Session transcripts sync to S3 (with username SHA256-hashed for privacy). We can analyze how people actually use Claude at scale. On SessionEnd, a hook analyzes the entire session transcript with Claude Haiku looking for improvement opportunities.

It auto-classifies gaps (missing_skill, missing_tool, repeated_failure, wrong_info) and posts to Slack with a pre-filled GitHub issue URL. This creates a feedback loop: real sessions -> detected gaps -> GitHub issues -> new skills -> better sessions.

Our flaky test fixer is a 9-step forensic investigation workflow with a 20-category taxonomy of flakiness patterns. Hard rules:
- NEVER skip a spec as a "fix"
- NEVER guess root cause without CI error data
- Downloads failure data from S3, classifies against the taxonomy

Sweeps for "sibling" instances of the same antipattern. Fixes common patterns widely. This matters a lot when you've got hundreds of thousands of tests.

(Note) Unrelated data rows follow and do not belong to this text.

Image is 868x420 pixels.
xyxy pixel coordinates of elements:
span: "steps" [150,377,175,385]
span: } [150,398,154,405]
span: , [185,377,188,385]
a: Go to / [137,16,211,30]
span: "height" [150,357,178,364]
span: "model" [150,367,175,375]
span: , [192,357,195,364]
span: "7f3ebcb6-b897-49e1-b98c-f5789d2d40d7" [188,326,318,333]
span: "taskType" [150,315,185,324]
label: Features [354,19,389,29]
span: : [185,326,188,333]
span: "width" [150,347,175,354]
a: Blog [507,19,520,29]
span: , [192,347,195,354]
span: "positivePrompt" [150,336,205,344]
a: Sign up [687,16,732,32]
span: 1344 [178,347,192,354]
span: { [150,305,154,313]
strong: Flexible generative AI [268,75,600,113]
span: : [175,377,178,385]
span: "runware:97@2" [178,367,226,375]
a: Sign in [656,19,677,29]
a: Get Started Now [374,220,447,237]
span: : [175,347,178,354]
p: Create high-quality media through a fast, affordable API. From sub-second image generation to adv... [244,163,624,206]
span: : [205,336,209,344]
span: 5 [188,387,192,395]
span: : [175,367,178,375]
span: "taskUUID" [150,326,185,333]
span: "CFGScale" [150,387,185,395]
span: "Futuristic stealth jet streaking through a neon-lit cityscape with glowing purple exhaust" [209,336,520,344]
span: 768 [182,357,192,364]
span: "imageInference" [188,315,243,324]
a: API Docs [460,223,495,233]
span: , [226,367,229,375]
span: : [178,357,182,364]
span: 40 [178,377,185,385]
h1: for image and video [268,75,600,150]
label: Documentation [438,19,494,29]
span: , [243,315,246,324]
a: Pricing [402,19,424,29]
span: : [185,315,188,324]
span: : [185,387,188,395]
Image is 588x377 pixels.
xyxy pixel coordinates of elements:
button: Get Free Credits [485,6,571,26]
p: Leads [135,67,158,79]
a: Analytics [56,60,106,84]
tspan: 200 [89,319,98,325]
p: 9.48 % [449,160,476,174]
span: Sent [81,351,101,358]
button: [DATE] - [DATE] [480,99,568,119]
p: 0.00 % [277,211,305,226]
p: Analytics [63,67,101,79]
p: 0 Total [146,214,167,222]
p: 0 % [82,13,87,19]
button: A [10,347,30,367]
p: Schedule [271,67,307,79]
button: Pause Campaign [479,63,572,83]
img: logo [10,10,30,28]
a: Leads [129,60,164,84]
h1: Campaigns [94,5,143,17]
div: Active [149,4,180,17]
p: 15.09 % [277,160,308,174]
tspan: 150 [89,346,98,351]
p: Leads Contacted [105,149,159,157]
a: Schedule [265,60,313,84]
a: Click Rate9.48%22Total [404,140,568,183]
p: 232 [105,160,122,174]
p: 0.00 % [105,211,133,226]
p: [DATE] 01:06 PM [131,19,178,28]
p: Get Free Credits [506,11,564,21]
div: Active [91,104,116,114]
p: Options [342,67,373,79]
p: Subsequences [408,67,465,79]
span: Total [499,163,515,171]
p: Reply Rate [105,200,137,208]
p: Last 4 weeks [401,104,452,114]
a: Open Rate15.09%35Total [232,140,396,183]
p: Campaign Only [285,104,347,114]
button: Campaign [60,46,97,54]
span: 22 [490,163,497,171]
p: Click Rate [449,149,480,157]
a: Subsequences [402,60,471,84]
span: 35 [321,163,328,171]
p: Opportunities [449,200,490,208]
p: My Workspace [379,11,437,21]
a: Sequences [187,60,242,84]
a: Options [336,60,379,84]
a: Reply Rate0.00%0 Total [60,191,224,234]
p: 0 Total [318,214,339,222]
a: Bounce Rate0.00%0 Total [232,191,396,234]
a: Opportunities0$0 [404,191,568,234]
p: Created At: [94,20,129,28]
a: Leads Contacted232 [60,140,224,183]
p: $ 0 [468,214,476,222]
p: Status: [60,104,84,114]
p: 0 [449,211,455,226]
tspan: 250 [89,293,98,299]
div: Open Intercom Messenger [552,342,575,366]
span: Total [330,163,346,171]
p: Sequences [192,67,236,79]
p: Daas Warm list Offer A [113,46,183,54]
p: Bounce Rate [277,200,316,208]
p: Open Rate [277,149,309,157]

Claude Code hooks enforce our PR workflow at the shell level and blocks it unless the create-pr skill was activated first
1. A PreToolUse hook intercepts raw gh pr create
2. The skill extracts business INTENT before creating - asks "why?" not just "what changed?"

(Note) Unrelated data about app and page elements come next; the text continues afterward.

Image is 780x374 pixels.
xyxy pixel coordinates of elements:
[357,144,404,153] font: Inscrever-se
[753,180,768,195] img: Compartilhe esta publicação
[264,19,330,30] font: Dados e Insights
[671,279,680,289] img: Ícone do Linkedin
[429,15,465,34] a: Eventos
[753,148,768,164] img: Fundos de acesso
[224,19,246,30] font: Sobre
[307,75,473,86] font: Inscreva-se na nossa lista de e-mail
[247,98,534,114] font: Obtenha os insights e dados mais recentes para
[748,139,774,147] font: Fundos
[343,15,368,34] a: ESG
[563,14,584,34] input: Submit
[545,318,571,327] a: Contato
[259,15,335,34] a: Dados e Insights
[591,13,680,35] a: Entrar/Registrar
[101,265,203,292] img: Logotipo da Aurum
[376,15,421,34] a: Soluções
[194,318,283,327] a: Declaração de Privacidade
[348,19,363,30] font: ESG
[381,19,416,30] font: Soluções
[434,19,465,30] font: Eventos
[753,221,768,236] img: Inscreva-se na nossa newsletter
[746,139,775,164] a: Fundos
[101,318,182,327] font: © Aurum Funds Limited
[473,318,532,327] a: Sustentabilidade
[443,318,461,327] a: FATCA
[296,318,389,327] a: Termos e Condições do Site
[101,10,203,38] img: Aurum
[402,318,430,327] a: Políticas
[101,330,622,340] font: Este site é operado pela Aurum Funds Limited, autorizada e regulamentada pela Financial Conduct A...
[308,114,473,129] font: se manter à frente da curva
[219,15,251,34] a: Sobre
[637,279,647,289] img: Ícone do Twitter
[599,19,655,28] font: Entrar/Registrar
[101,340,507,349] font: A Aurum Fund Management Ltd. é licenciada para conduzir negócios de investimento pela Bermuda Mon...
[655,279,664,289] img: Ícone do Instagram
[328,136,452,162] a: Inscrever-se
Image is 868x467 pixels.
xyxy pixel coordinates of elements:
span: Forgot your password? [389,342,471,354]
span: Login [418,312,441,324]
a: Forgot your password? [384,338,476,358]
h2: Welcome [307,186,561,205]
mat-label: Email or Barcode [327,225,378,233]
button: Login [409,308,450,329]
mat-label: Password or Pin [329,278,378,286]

3. Another hook blocks ALL modifications to merged PR branches (push, commit, rebase, edit)
4. After PR creation, a background agent auto-monitors CI checks using ETag-based polling (zero rate-limit cost)

After 5 permission prompts in a session, a hook suggests running the permissions analyzer. It scans your last 14 days of session transcripts, extracts every Bash command approved, and classifies them:
- GREEN: ls, grep, test runners
- YELLOW: git, mkdir
- RED rm, sudo, curl etc.

Then writes the safe ones to your settings.json. Evidence-based, not prescriptive. We also maintain good defaults!

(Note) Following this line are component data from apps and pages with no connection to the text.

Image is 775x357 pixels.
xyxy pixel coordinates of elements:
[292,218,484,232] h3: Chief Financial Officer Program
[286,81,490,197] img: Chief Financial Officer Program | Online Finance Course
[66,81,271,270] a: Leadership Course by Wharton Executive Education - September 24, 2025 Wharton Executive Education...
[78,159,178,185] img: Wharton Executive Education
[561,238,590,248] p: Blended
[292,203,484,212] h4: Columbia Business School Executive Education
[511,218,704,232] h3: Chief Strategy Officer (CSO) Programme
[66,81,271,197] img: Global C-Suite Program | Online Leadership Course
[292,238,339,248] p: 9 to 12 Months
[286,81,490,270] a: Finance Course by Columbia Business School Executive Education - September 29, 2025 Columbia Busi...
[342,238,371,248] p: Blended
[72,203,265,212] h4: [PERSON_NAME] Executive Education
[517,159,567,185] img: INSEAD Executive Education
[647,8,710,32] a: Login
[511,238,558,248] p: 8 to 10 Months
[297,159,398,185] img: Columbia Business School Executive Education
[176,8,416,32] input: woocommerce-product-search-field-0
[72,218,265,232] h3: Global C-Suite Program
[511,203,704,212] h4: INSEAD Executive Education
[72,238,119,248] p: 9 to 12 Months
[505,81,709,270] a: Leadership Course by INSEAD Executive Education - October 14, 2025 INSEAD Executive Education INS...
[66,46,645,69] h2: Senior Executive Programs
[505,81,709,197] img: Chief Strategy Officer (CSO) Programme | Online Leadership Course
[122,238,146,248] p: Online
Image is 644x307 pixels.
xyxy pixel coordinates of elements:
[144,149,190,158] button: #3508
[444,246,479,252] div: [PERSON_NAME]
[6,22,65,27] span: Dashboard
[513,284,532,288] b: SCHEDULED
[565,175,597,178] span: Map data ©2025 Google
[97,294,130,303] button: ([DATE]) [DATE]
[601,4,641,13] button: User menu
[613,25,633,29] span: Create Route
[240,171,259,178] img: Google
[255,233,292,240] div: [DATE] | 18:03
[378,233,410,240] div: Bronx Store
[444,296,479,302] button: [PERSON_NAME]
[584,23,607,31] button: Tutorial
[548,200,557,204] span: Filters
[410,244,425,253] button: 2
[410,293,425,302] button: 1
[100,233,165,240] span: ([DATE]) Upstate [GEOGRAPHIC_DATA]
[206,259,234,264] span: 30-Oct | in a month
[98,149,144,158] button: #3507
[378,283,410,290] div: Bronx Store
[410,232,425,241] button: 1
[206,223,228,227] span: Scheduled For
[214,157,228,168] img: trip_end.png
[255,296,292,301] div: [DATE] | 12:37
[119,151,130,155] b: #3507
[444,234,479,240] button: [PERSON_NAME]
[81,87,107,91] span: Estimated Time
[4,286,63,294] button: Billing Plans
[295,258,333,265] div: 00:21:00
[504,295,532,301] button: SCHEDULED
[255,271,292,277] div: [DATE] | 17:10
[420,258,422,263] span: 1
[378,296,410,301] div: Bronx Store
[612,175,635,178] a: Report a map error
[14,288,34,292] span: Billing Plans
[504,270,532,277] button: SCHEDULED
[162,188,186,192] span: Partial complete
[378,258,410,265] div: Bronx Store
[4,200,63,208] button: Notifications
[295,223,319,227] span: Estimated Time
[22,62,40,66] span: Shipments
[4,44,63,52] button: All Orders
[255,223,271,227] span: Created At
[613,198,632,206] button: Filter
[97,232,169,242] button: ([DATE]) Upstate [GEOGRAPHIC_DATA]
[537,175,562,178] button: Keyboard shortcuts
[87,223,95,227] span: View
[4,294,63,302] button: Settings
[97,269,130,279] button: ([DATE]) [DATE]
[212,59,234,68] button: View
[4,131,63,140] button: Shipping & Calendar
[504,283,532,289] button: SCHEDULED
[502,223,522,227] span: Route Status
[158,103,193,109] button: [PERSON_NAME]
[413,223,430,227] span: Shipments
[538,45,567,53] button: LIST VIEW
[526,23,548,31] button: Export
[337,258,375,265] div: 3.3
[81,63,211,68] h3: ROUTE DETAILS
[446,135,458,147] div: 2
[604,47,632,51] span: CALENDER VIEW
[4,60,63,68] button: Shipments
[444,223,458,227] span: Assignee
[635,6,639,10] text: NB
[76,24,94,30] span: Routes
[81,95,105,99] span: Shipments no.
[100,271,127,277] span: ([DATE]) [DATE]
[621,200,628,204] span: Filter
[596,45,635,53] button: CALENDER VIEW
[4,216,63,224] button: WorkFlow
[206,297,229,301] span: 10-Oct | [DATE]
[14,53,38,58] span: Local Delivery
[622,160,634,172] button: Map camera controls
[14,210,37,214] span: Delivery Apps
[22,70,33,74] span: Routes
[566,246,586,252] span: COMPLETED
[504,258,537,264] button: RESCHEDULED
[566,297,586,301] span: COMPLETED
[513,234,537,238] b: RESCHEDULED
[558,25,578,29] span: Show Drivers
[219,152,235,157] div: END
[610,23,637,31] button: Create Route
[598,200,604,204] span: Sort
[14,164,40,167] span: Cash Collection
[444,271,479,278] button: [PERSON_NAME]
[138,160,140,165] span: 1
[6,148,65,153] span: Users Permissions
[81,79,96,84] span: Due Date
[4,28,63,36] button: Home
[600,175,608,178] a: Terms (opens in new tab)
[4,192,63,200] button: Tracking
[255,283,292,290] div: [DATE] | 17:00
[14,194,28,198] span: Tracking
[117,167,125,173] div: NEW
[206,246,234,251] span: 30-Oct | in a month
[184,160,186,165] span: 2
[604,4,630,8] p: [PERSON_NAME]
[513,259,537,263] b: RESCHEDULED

Tool misses - A PostToolUse hook detects "command not found" errors and BSD/GNU incompatibilities in real-time. Spots things like grep -P failing on MacOS. Once per session, suggests the fix. Installs via Homebrew and updates CLAUDE.md so Claude knows the tool exists in future.

Video transcript skill: feed it a Google Meet recording, get a markdown transcript with intelligently-placed inline screenshots at moments where the speaker says "as you can see" or "look at this."

QA follow-up skill: takes QA session documents through a 7-stage pipeline that identifies issues, investigates the codebase, filters for quality, and creates GitHub issues to track. Far easier QA!

Our data team built a Claude4Data platform with 30+ analytics skills - Snowflake queries, Gong call analysis, finance metrics, customer health reports. Sales reps, PMs, and data scientists all use it. "Friends at other tech companies are nowhere near this level of sophistication"

We automatically ship our marketplace and keep it up to date on our Macs using JAMF. We run reports on skill creation and usage, and keep an eye on quality. The most used skills have high quality evals and are reviewed regularly.

The wild thing is we're just getting started. All technical work and our entire SDLC is getting skill-ified. Remote agents will accelerate things even more.

Ok, more stuff.

A weekly Github Action job that fact checks and updates all CLAUDE.md and files referenced. Needs to go further and continually learn

Code Review agents with manners that only posts important feedback.

LSP servers for all main runtimes, speeding up code search

We started ingesting more of our logs into Snowflake and have a very well tuned skill (excellent evals etc.) that is very precise at finding the right logs for incidents and general troubleshooting. Works well with trace data in Honeycomb and infrastructure metrics in Datadog.

Local development environment setup and troubleshooting. Very necessary as more non-engineers are using developer environments these days!

LOADS of incident/troubleshooting investigation skills. They're starting to converge, using progressive disclosure in a solid core skill that can figure out what to do for specific issues. We have a goal to make all runbooks follow-able by Claude in the next 6 weeks.

Share this Scrolly Tale with your friends.

A Scrolly Tale is a new way to read Twitter threads with a more visually immersive experience.
Discover more beautiful Scrolly Tales like this.